Abstract
After a drug obtains marketing authorization, the usage depends on the regulation of off-label pre-scriptions for unapproved indications. We investigate the impact of off-label prescription regulation on physicians’ behavior, patients’ health, treatment costs, and pharmaceutical firms’ pricing with a structural demand and supply model. Exploiting rich panel data on physicians’ activities and office visits in France over nine years, we use a model of prescription choice and health outcomes with unobserved patient-level heterogeneity. We identify the demand for on-label and off-label drugs and the effect of prescription choice on health outcomes.
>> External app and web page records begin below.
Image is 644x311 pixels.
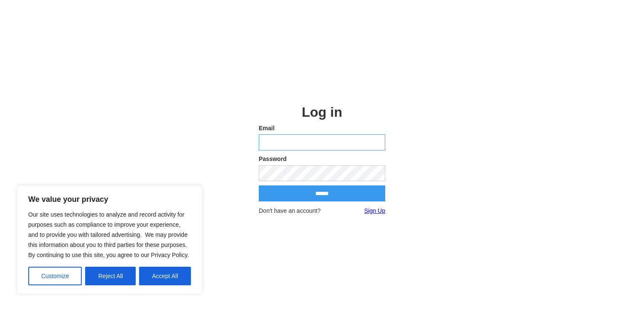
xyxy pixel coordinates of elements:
[28,194,191,204] p: We value your privacy
[259,154,385,163] label: Password
[259,105,385,120] h2: Log in
[28,266,82,285] button: Customize
[139,266,191,285] button: Accept All
[259,206,320,215] span: Don't have an account?
[364,206,385,215] a: Sign Up
[259,124,385,132] label: Email
[85,266,136,285] button: Reject All
[28,211,189,258] span: Our site uses technologies to analyze and record activity for purposes such as compliance to impr...
[17,185,202,294] div: We value your privacy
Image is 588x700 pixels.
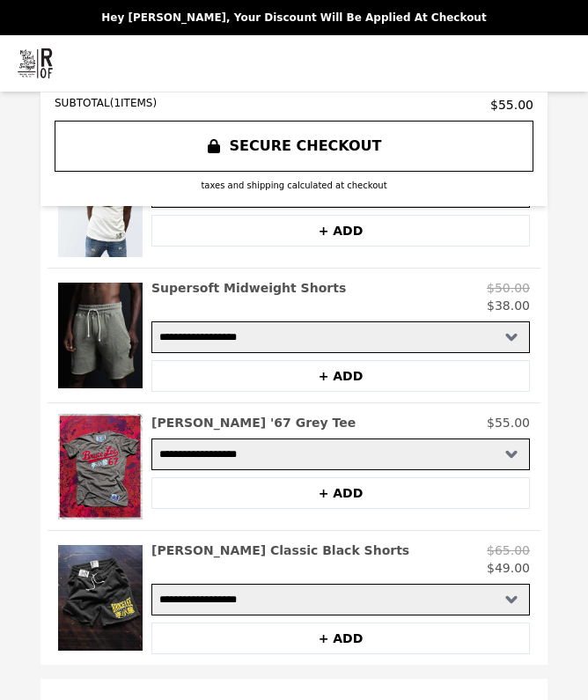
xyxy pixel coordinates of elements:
[58,414,143,519] img: Bruce Lee '67 Grey Tee
[487,541,530,559] p: $65.00
[55,97,110,109] span: SUBTOTAL
[151,279,346,297] h2: Supersoft Midweight Shorts
[151,541,409,559] h2: [PERSON_NAME] Classic Black Shorts
[18,46,53,81] img: Brand Logo
[58,279,143,392] img: Supersoft Midweight Shorts
[570,42,578,56] span: 1
[151,438,530,470] select: Select a product variant
[487,414,530,431] p: $55.00
[55,121,534,172] button: SECURE CHECKOUT
[487,559,530,577] p: $49.00
[151,414,356,431] h2: [PERSON_NAME] '67 Grey Tee
[110,97,157,109] span: ( 1 ITEMS)
[151,477,530,509] button: + ADD
[151,360,530,392] button: + ADD
[151,321,530,353] select: Select a product variant
[58,541,143,654] img: Bruce Lee Classic Black Shorts
[487,297,530,314] p: $38.00
[55,179,534,192] div: taxes and shipping calculated at checkout
[490,96,534,114] span: $55.00
[151,622,530,654] button: + ADD
[11,11,578,25] p: Hey [PERSON_NAME], your discount will be applied at checkout
[151,215,530,247] button: + ADD
[151,584,530,615] select: Select a product variant
[487,279,530,297] p: $50.00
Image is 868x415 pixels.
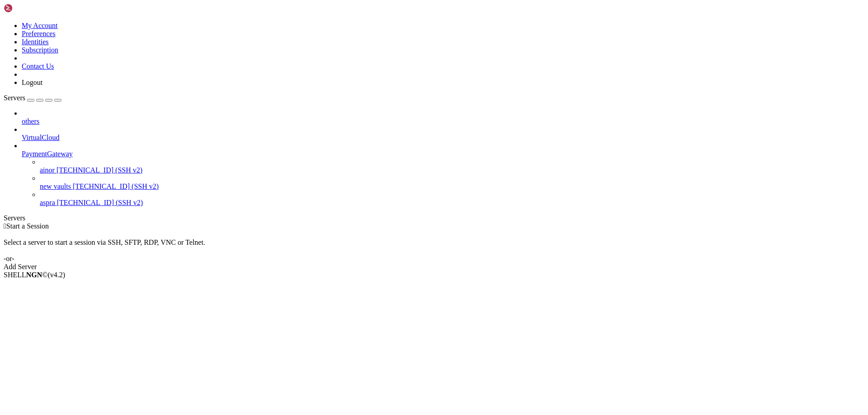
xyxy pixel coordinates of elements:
[22,79,43,86] a: Logout
[26,271,43,279] b: NGN
[40,167,865,174] a: ainor [TECHNICAL_ID] (SSH v2)
[4,214,865,222] div: Servers
[4,222,6,230] span: 
[22,150,865,158] a: PaymentGateway
[22,30,56,37] a: Preferences
[22,126,865,142] li: VirtualCloud
[40,199,55,207] span: aspra
[22,134,59,141] span: VirtualCloud
[40,199,865,207] a: aspra [TECHNICAL_ID] (SSH v2)
[22,22,58,30] a: My Account
[73,183,159,190] span: [TECHNICAL_ID] (SSH v2)
[57,167,143,174] span: [TECHNICAL_ID] (SSH v2)
[22,46,58,54] a: Subscription
[40,167,55,174] span: ainor
[22,117,39,125] span: others
[40,174,865,190] li: new vaults [TECHNICAL_ID] (SSH v2)
[40,158,865,174] li: ainor [TECHNICAL_ID] (SSH v2)
[22,117,865,126] a: others
[57,199,143,207] span: [TECHNICAL_ID] (SSH v2)
[6,222,49,230] span: Start a Session
[4,94,25,102] span: Servers
[22,142,865,207] li: PaymentGateway
[22,134,865,142] a: VirtualCloud
[22,63,54,70] a: Contact Us
[4,94,61,102] a: Servers
[4,271,65,279] span: SHELL ©
[22,109,865,126] li: others
[40,190,865,207] li: aspra [TECHNICAL_ID] (SSH v2)
[4,263,865,271] div: Add Server
[40,183,865,190] a: new vaults [TECHNICAL_ID] (SSH v2)
[48,271,66,279] span: 4.2.0
[22,38,49,46] a: Identities
[4,230,865,263] div: Select a server to start a session via SSH, SFTP, RDP, VNC or Telnet. -or-
[22,150,73,157] span: PaymentGateway
[4,4,56,13] img: Shellngn
[40,183,71,190] span: new vaults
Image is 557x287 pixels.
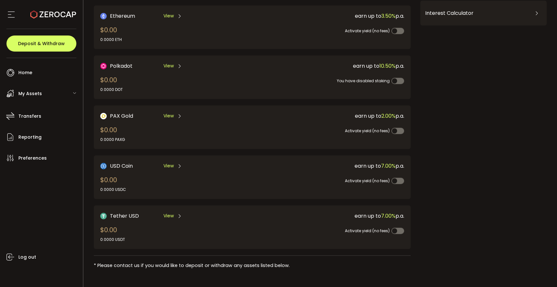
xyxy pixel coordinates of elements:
span: Activate yield (no fees) [345,128,390,134]
span: Deposit & Withdraw [18,41,65,46]
span: USD Coin [110,162,133,170]
div: 0.0000 DOT [100,87,123,93]
span: 7.00% [381,212,396,220]
img: Tether USD [100,213,107,219]
div: $0.00 [100,25,122,43]
div: earn up to p.a. [250,62,405,70]
span: View [164,13,174,19]
div: earn up to p.a. [250,12,405,20]
iframe: Chat Widget [413,28,557,287]
img: PAX Gold [100,113,107,119]
div: $0.00 [100,75,123,93]
span: Activate yield (no fees) [345,228,390,234]
span: View [164,63,174,69]
span: Activate yield (no fees) [345,28,390,34]
div: earn up to p.a. [250,162,405,170]
span: View [164,113,174,119]
span: 2.00% [382,112,396,120]
span: Ethereum [110,12,135,20]
span: You have disabled staking [337,78,390,84]
img: DOT [100,63,107,69]
span: Activate yield (no fees) [345,178,390,184]
img: USD Coin [100,163,107,169]
span: Reporting [18,133,42,142]
span: View [164,163,174,169]
span: Preferences [18,154,47,163]
span: View [164,213,174,219]
span: Polkadot [110,62,133,70]
div: earn up to p.a. [250,212,405,220]
span: 7.00% [381,162,396,170]
div: 0.0000 ETH [100,37,122,43]
span: Log out [18,253,36,262]
div: earn up to p.a. [250,112,405,120]
div: 0.0000 USDC [100,187,126,193]
div: Interest Calculator [426,5,542,21]
div: * Please contact us if you would like to deposit or withdraw any assets listed below. [94,262,411,269]
span: Transfers [18,112,41,121]
span: 3.50% [382,12,396,20]
span: 10.50% [380,62,396,70]
div: 0.0000 USDT [100,237,125,243]
div: 0.0000 PAXG [100,137,125,143]
div: $0.00 [100,125,125,143]
button: Deposit & Withdraw [6,35,76,52]
span: PAX Gold [110,112,133,120]
div: $0.00 [100,225,125,243]
span: Tether USD [110,212,139,220]
img: Ethereum [100,13,107,19]
span: My Assets [18,89,42,98]
span: Home [18,68,32,77]
div: $0.00 [100,175,126,193]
On the supply side, we use a Nash-in-Nash bargaining model between the government and the pharmaceutical companies that allows the partial identification of the marginal costs of drugs. Counterfactual simulations show that when we remove off-label drugs from the choice set of physicians, substitution to on-label drugs at constant prices would lead to an increase of 15% in the expenditure on prescription drugs. If we allow bargaining adjustment on drug prices under a ban on off-label prescriptions, the ban would further increase the treatment cost, by 26%, without improving health outcomes.
JEL codes
- I10: General
- D12: Consumer Economics: Empirical Analysis
- C25: Discrete Regression and Qualitative Choice Models • Discrete Regressors • Proportions
Replaced by
Tuba Tuncel, “Should We Prevent Off-Label Drug Prescriptions? Empirical Evidence from France”, The Review of Economic Studies, n. rdae060, May 2024.
Reference
Tuba Tuncel, “Should We Prevent Off-Label Drug Prescriptions? Empirical Evidence from France”, TSE Working Paper, n. 22-1383, September 2022.